The thing that struck me most was the description of the Google environment. Aside from the actual description of the buildings at the beginning of the post, the following section really hit me as something worth noting:
After our talk, we spent a few minutes hanging around with miscellaneous Googlers. This was the most impressive slice of the day; not only were they all smart and inquisitive and friendly, but they were so damn happy. For instance, there’s surely no company in the world where so many employees wear t-shirts with their company logo, which we took to be a sign of deep pride (or perhaps simply a deep discount).
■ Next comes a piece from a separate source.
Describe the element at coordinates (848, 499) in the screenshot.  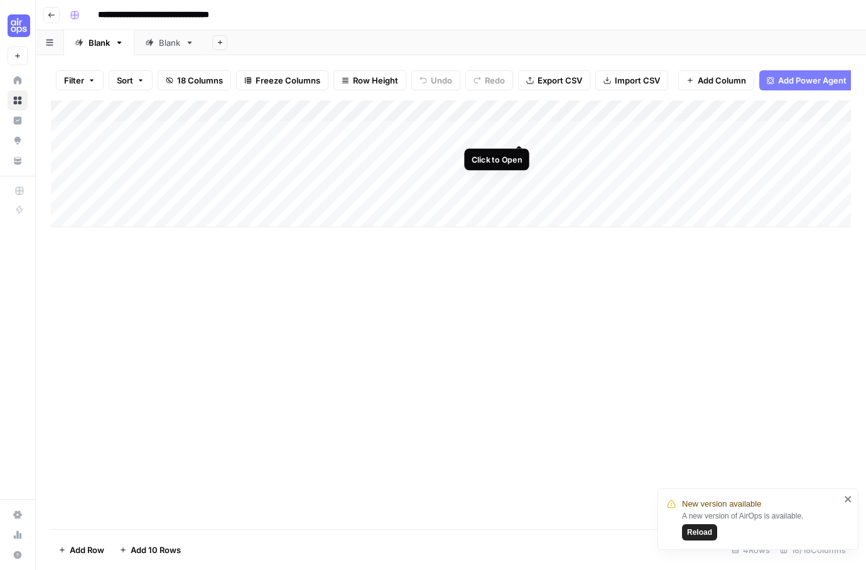
I see `button: close` at that location.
It struck me (and I guess given the bloggers identity that it might be helpful to find the data and look at it) that one of the reasons they don’t see more employees wearing t-shirts with their company logos is that many companies are still in the mindset in which their self-importance push dress codes on their employees in which t-shirts aren’t even part of the dress code. I think the value that a casual dress code brings to those who do not necessarily have physical customer contact is note quite what companies think it is. What it normally does for those people who have no customer or vendor contact is irritate them, which in turn, has a negative effect on morale of the departments rather than the expected behavior of “causing employees to act more professional”.
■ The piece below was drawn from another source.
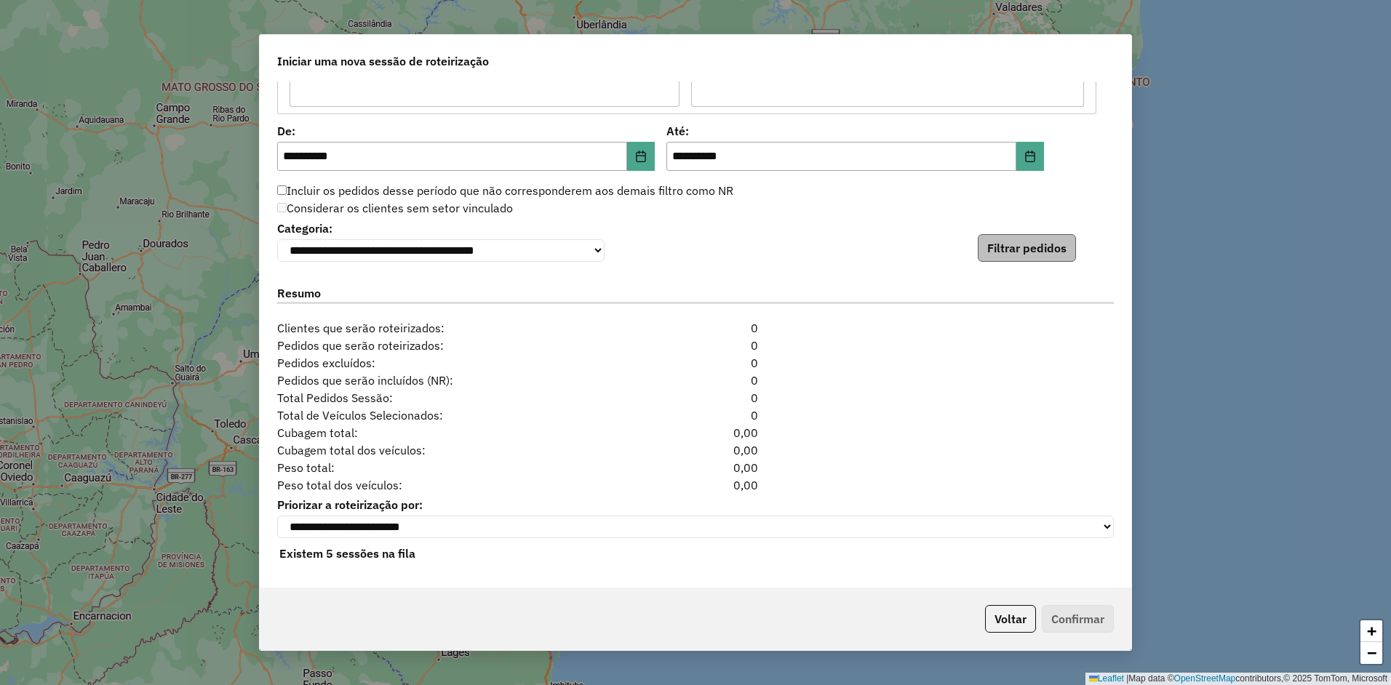 This screenshot has width=1391, height=685. I want to click on span: Cubagem total:, so click(446, 433).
Some of the most energetic IT shops I’ve worked in have had casual dress codes and have been run like small, independent companies. The casual dress code changes peoples attitudes for the better, in my opinion, because it removes the possibility that you are being judged by how you dress and more for what you DO, which is the most important part of our industry anyway.
Just one more example of how Google “gets it”. It’s must be pretty damn cool to have the Freakonomics guys think that the most “impressive slice of their day” was hanging out with a group of employees that seemed invested (in the emotional sense), happy, and proud and know it was your company they were talking about.
What Business Can Learn From Open Source
Aside
What Business Can Learn From Open Source – an excellent article explaining the things from Open Source software development and blogging that business can learn lessons from.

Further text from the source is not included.